Nature's complex flume — Using a diagnostic state-and-transition framework to understand post-restoration channel adjustment of the Clark Fork River, Montana

作者: Chris Van Dyke

DOI: 10.1016/J.GEOMORPH.2015.11.007

关键词: Baseline (configuration management)Fork (system call)HydrologyDam removalStructural basinCommunication channelFloodplainComplex responseGeologyFlume

摘要: Abstract There is an imperfect symmetry between the patterns of channel evolution observed during laboratory flume experiments and those which materialize in rivers exposed to ambient environmental conditions that produce hydrogeomorphic fluxes are more complex, contingent, unpredictable. One strategy improve our understanding short- medium-term study landscapes have undergone significant disturbance had their biogeomorphic templates reset a known condition — effect, creating nature. This adopts diagnostic state-and-transition framework narrate document baseline hypotheses for potential evolutionary trajectories Clark Fork River, near Milltown, Montana. Following dam removal remediation, 5-km stretch River its adjoining floodplain were reconstructed. Since flow was introduced newly constructed December 2010, complex been on Fork's mainstem, secondary channels, floodplain.

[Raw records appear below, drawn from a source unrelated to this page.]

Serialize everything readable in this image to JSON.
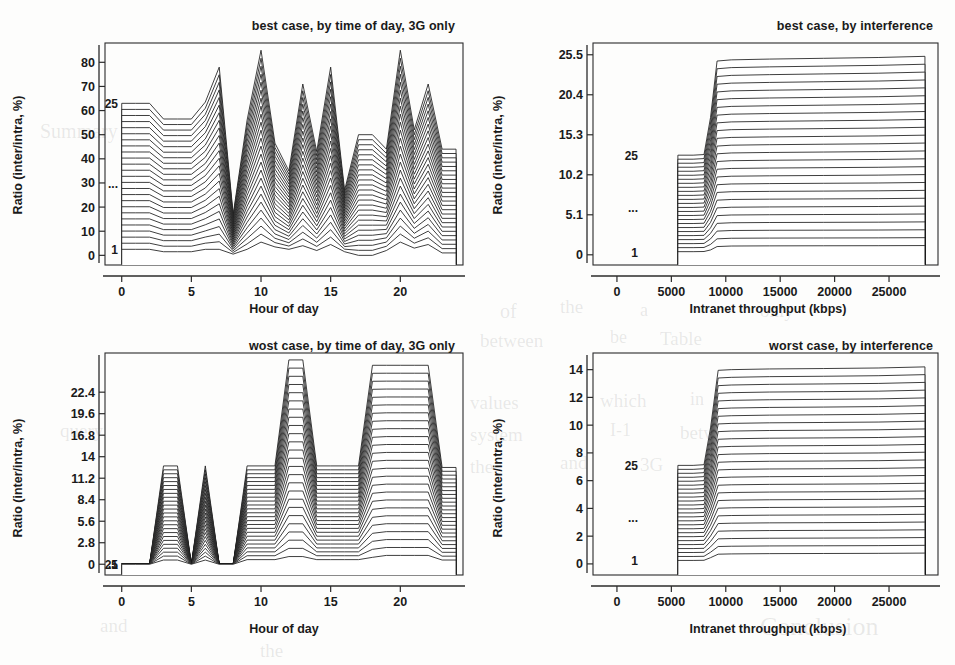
{
  "figure": {
    "kind": "ridgeline-grid",
    "rows": 2,
    "cols": 2,
    "ridge_first_label": "1",
    "ridge_last_label": "25",
    "ridge_ellipsis": "...",
    "ridge_count": 25
  },
  "bleed_text": [
    {
      "t": "of",
      "x": 500,
      "y": 300,
      "s": 20
    },
    {
      "t": "the",
      "x": 560,
      "y": 296,
      "s": 19
    },
    {
      "t": "a",
      "x": 640,
      "y": 300,
      "s": 18
    },
    {
      "t": "only",
      "x": 760,
      "y": 300,
      "s": 19
    },
    {
      "t": "between",
      "x": 480,
      "y": 330,
      "s": 19
    },
    {
      "t": "be",
      "x": 610,
      "y": 327,
      "s": 18
    },
    {
      "t": "Table",
      "x": 660,
      "y": 328,
      "s": 19
    },
    {
      "t": "values",
      "x": 470,
      "y": 392,
      "s": 19
    },
    {
      "t": "which",
      "x": 600,
      "y": 390,
      "s": 19
    },
    {
      "t": "in",
      "x": 690,
      "y": 389,
      "s": 18
    },
    {
      "t": "both",
      "x": 730,
      "y": 390,
      "s": 19
    },
    {
      "t": "system",
      "x": 470,
      "y": 424,
      "s": 19
    },
    {
      "t": "I-1",
      "x": 610,
      "y": 420,
      "s": 18
    },
    {
      "t": "between",
      "x": 680,
      "y": 422,
      "s": 19
    },
    {
      "t": "the",
      "x": 470,
      "y": 456,
      "s": 19
    },
    {
      "t": "and",
      "x": 560,
      "y": 452,
      "s": 19
    },
    {
      "t": "3G",
      "x": 640,
      "y": 454,
      "s": 19
    },
    {
      "t": "Conclusion",
      "x": 760,
      "y": 612,
      "s": 26
    },
    {
      "t": "Summary",
      "x": 40,
      "y": 120,
      "s": 20
    },
    {
      "t": "query",
      "x": 60,
      "y": 420,
      "s": 19
    },
    {
      "t": "and",
      "x": 100,
      "y": 615,
      "s": 19
    },
    {
      "t": "the",
      "x": 260,
      "y": 640,
      "s": 19
    }
  ],
  "chart_data": [
    {
      "id": "best-case-time-of-day",
      "type": "line",
      "title": "best case, by time of day, 3G only",
      "xlabel": "Hour of day",
      "ylabel": "Ratio (inter/intra, %)",
      "xlim": [
        -1.2,
        24.5
      ],
      "ylim": [
        -4,
        88
      ],
      "xticks": [
        0,
        5,
        10,
        15,
        20
      ],
      "yticks": [
        0,
        10,
        20,
        30,
        40,
        50,
        60,
        70,
        80
      ],
      "grid": false,
      "legend": "none",
      "ridges": 25,
      "ridge_offset_step": 2.5,
      "ridge_labels": {
        "first": "1",
        "last": "25",
        "middle": "..."
      },
      "x": [
        0,
        1,
        2,
        3,
        4,
        5,
        6,
        7,
        8,
        9,
        10,
        11,
        12,
        13,
        14,
        15,
        16,
        17,
        18,
        19,
        20,
        21,
        22,
        23,
        24
      ],
      "base_values": [
        2.5,
        2.5,
        2.5,
        1.5,
        1.5,
        1.5,
        2.5,
        2.5,
        0.5,
        2.5,
        5.5,
        3.5,
        2.5,
        4.0,
        2.0,
        4.5,
        1.5,
        0.0,
        0.0,
        2.0,
        5.5,
        3.0,
        4.5,
        1.0,
        1.0
      ],
      "top_values": [
        63.0,
        63.0,
        63.0,
        56.5,
        56.5,
        56.5,
        63.5,
        78.0,
        17.0,
        56.0,
        85.0,
        46.5,
        35.0,
        71.0,
        43.0,
        78.0,
        27.0,
        50.0,
        50.0,
        44.0,
        85.0,
        52.0,
        71.0,
        44.0,
        44.0
      ],
      "notes": "25 stacked ridgeline curves; curve i is the baseline shape scaled from base_values (i=1) to top_values (i=25)."
    },
    {
      "id": "best-case-interference",
      "type": "line",
      "title": "best case, by interference",
      "xlabel": "Intranet throughput (kbps)",
      "ylabel": "Ratio (inter/intra, %)",
      "xlim": [
        -2200,
        29500
      ],
      "ylim": [
        -1.3,
        27.0
      ],
      "xticks": [
        0,
        5000,
        10000,
        15000,
        20000,
        25000
      ],
      "yticks": [
        0,
        5.1,
        10.2,
        15.3,
        20.4,
        25.5
      ],
      "grid": false,
      "legend": "none",
      "ridges": 25,
      "ridge_labels": {
        "first": "1",
        "last": "25",
        "middle": "..."
      },
      "x": [
        5600,
        7000,
        8000,
        8600,
        9200,
        10500,
        14000,
        19000,
        24000,
        28300
      ],
      "base_values": [
        0.4,
        0.4,
        0.42,
        0.62,
        1.05,
        1.12,
        1.14,
        1.15,
        1.16,
        1.18
      ],
      "top_values": [
        12.7,
        12.7,
        12.78,
        17.5,
        24.7,
        24.85,
        24.95,
        25.05,
        25.15,
        25.3
      ],
      "notes": "Step-up ridgeline: flat low plateau to ~8000 kbps, sharp rise, then flat high plateau."
    },
    {
      "id": "worst-case-time-of-day",
      "type": "line",
      "title": "wost case, by time of day, 3G only",
      "xlabel": "Hour of day",
      "ylabel": "Ratio (inter/intra, %)",
      "xlim": [
        -1.2,
        24.5
      ],
      "ylim": [
        -1.4,
        27.5
      ],
      "xticks": [
        0,
        5,
        10,
        15,
        20
      ],
      "yticks": [
        0,
        2.8,
        5.6,
        8.4,
        11.2,
        14,
        16.8,
        19.6,
        22.4
      ],
      "grid": false,
      "legend": "none",
      "ridges": 25,
      "ridge_labels": {
        "first": "1",
        "last": "25",
        "middle": "..."
      },
      "x": [
        0,
        1,
        2,
        3,
        4,
        5,
        6,
        7,
        8,
        9,
        10,
        11,
        12,
        13,
        14,
        15,
        16,
        17,
        18,
        19,
        20,
        21,
        22,
        23,
        24
      ],
      "base_values": [
        0.0,
        0.0,
        0.0,
        0.55,
        0.55,
        0.0,
        0.55,
        0.0,
        0.0,
        0.6,
        0.6,
        0.6,
        1.0,
        1.0,
        0.6,
        0.6,
        0.6,
        0.6,
        0.9,
        1.15,
        1.15,
        1.15,
        1.15,
        0.55,
        0.55
      ],
      "top_values": [
        0.0,
        0.0,
        0.0,
        12.8,
        12.8,
        0.0,
        12.8,
        0.0,
        0.0,
        12.8,
        12.8,
        12.8,
        26.6,
        26.6,
        12.8,
        12.8,
        12.8,
        12.8,
        25.9,
        25.9,
        25.9,
        25.9,
        25.9,
        12.6,
        12.6
      ],
      "notes": "Plateau/trapezoid ridgeline with three tall blocks and two narrow spikes."
    },
    {
      "id": "worst-case-interference",
      "type": "line",
      "title": "worst case, by interference",
      "xlabel": "Intranet throughput (kbps)",
      "ylabel": "Ratio (inter/intra, %)",
      "xlim": [
        -2200,
        29500
      ],
      "ylim": [
        -0.8,
        15.2
      ],
      "xticks": [
        0,
        5000,
        10000,
        15000,
        20000,
        25000
      ],
      "yticks": [
        0,
        2,
        4,
        6,
        8,
        10,
        12,
        14
      ],
      "grid": false,
      "legend": "none",
      "ridges": 25,
      "ridge_labels": {
        "first": "1",
        "last": "25",
        "middle": "..."
      },
      "x": [
        5600,
        7000,
        8000,
        8600,
        9300,
        10500,
        14000,
        19000,
        24000,
        28300
      ],
      "base_values": [
        0.25,
        0.25,
        0.26,
        0.45,
        0.7,
        0.72,
        0.74,
        0.75,
        0.76,
        0.78
      ],
      "top_values": [
        7.1,
        7.1,
        7.15,
        9.8,
        13.95,
        14.0,
        14.05,
        14.08,
        14.12,
        14.2
      ],
      "notes": "Step-up ridgeline: flat low plateau to ~8000 kbps, sharp rise, then flat high plateau."
    }
  ]
}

Focusing particularly river's this paper develops typology states demonstrates multiple adjustment materialized, sometimes within same channel. A offers parsimonious quantitatively or qualitatively anticipate influence water, sediment, ecological at basin, reach, segment scale. It provides agencies with robust method devise spatially explicit scenario-based management plans variety geomorphic settings.